In the case of LEDE, we tend to have fewer large files on the ext4 partition than most distros, for a couple of reasons. First we are always concerned with space, so we tend to have smaller files to start with, and then we tend to have most of the larger files in a system on jffs2/squashfs with ext4 being used only to track the config files (which tend to be tiny)

Setting these involve trade-offs that don't matter much at the typical desktop drive size, but matter a lot when space is really tight.

on a 16M filesystem, 1024 inodes means that you are assuming that your average file size is going to be ~16K, that's larger than what we are going to use on an overlay filesystem. with a 4K block size, your minimum filesize is effectivly 4K

However, on a very large filesystem, you are probably going to be filling that space with large files (audio files at multiple MB each, video files at multiple GB each, iso images at multiple GB, etc), so having a small blocksize and an inode for every 4K of disk space ends up wasting a fair amount of space (a 4T filesystem with one inode per 4K block uses 128GB just in inodes)


Having gone through all of this, I think we need to step back a bit and change the kconfig settings.

Instead of specifying blocksize by default, we should have a 'useage pattern' for the filesystem (lots of small files, default, large files, gigantic files, custom) and set the filesystem blocksize based on the combination of the usage pattern and the filesystem size.

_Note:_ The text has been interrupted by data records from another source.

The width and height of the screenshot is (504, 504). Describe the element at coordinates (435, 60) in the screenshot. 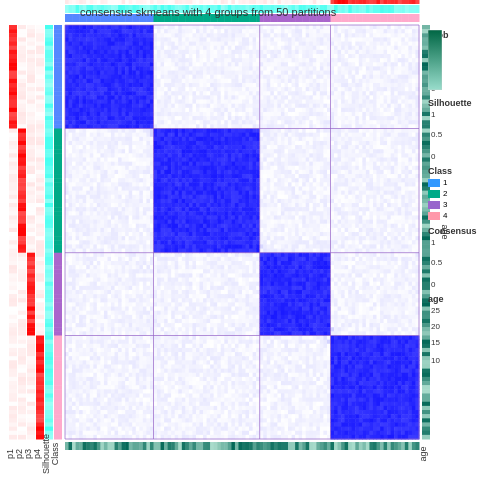

I see `age-gradient` at that location.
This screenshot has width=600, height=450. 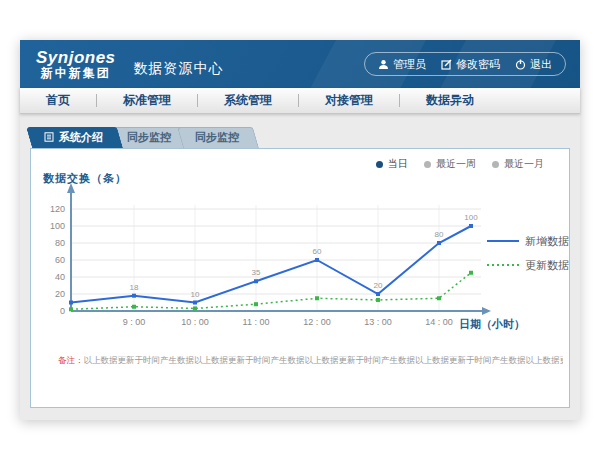 What do you see at coordinates (76, 58) in the screenshot?
I see `logo-en: Synjones` at bounding box center [76, 58].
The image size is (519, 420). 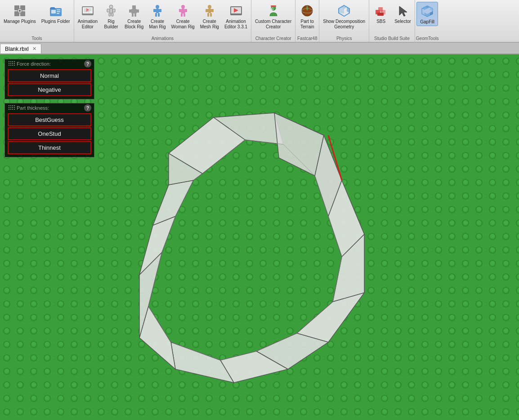 What do you see at coordinates (307, 18) in the screenshot?
I see `fastcar48-items: Part toTerrain` at bounding box center [307, 18].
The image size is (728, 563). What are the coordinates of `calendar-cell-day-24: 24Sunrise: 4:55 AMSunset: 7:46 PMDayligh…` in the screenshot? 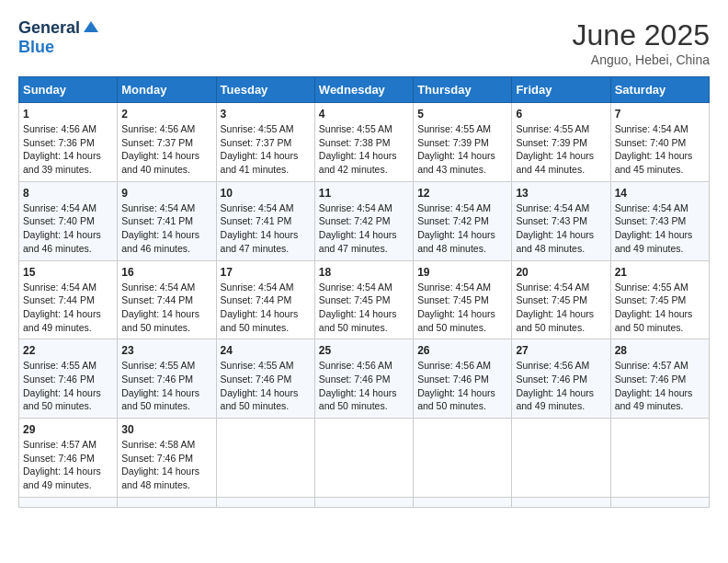 It's located at (265, 379).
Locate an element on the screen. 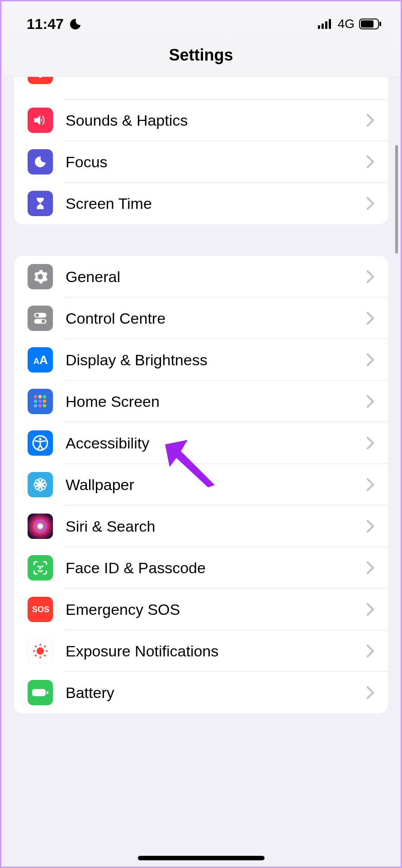 The width and height of the screenshot is (402, 868). row-label: Screen Time is located at coordinates (216, 203).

mkfs.ext* has the -T flag to specify usage type (lots of small files, default, lots of large file, gigantic files) to set the blocksize and number of inodes on the filesystem. The definitions are in /etc/mke2fs.conf

We should leverage this (and possibly add our own definitions)

On a 16M filesystem, we probably want to use a 1K block size and have an inode for every couple of blocks.

On a 10TB filesystem, we probably want 4K block size and an inode for every few K blocks

A menu to customize these rather than calculating them will allow people to tweak them to fit the uncommon cases that LEDE is likely to be used for.